Monday, Jan. 12, 1942

One Way to Lose a War

Adolf Hitler last week was face to face with an old European tradition: that a good way to lose a war is to attack Russia. In 3,000 carefully chosen, sense-making words, appearing last week in the Man chester Guardian, sagacious old Eduard Benes, President of the Czecho-Slovak Government-in-Exile, told why:

In my view, the attack on the Soviet Union was a mad action--the action of a criminal who is driven by fate always to make good the effects of his first crime by a second crime and then by further crimes until the final catastrophe. . . .

A year ago last week, flushed with an impressive string of whirlwind victories, Adolf Hitler trumpeted that "the year . . . will bring completion of the greatest victory in our history."

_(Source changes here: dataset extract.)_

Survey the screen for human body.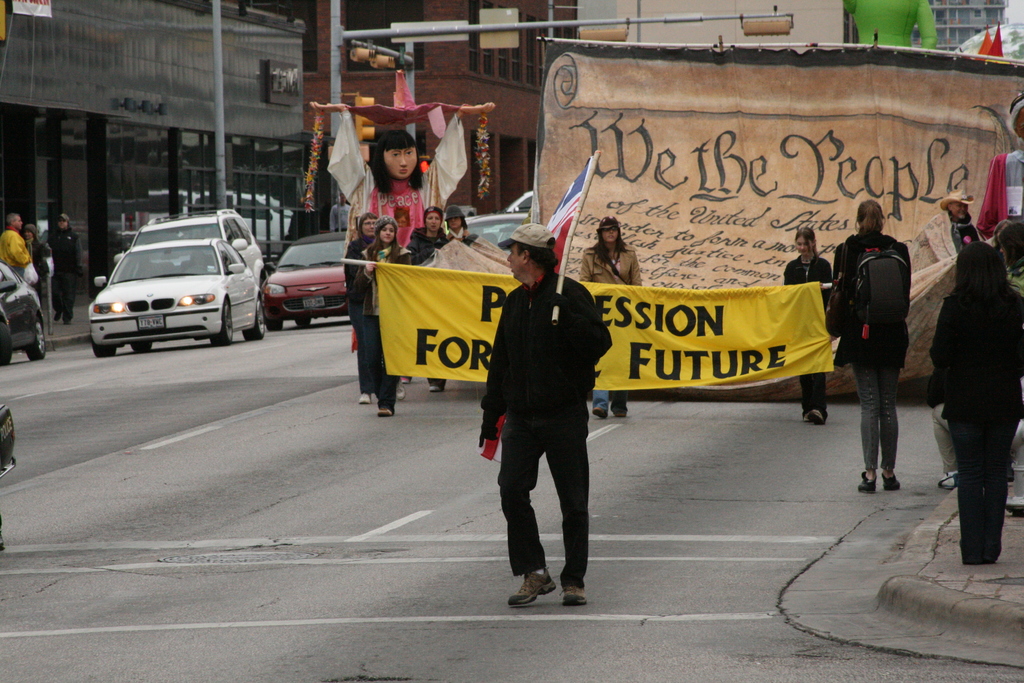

Adolf Hitler last week gave a New Year promise that was hedged with conditions, panic and piety:

"We can ask of the Almighty that He give to the German people and to its soldiers the strength to resist with valiant hearts for the maintenance of our liberties and our future. . . . The year 1942--and we pray to God, all of us, that it may--should bring the decision which will save our people and with them our allied nations."

Last week German forces were in full retreat along the entire Russian front (see p. 25). In London, a British military commentator, declaring that "the German Air Force is literally worn out," estimated Luftwaffe strength as 35% less than it was when London was first attacked with fire bombs a year ago. Credit for that claimed destruction is shared by the R.A.F. and Russia. From Sweden, for whatever reason, came increasingly pessimistic reports about Germany.

I am now inclined to expect from Hitler desperate, nervous, furious and fanatical, and thus ill-advised military and political actions, and therefore it is necessary to be on our guard in every way, in both the political and military spheres. . . .

Last week, Stockholm reported Adolf Hitler had quit his Berchtesgaden hide away for the Moscow front, there to take personal command and starch the spines of his very weary warriors with an inspiring personal appearance. The obvious question--what can Germany do now?--had its usual gossip-born answers: a German turn to the south in an all-out effort to rid the Mediterranean of British power and avenge the Libyan defeats ; a German move against Turkey; German occupation of Spain, Portugal, an attack against Gibraltar; German assumption of the French Fleet, occupation of Dakar.

Field Marshal von Brauchitsch admitted in a military consultation at the end of November, that Germany must realize in both the military and political fields that she could no longer win the war; it was possible, he said, that she might not entirely and necessarily lose the peace, if the Germans were helped by the political and diplomatic errors of the Anglo-Saxons.

Where Field Marshal Walther von Brauchitsch was last week neither Eduard Benes nor any other Allied strategist knew for sure, but they pondered reports that many another German general was in disgrace.

But most of all the Allied strategists pondered the intriguing possibility offered by Field Marshal von Brauchitsch: what mistakes must the Allies make to save the German Reich from disaster?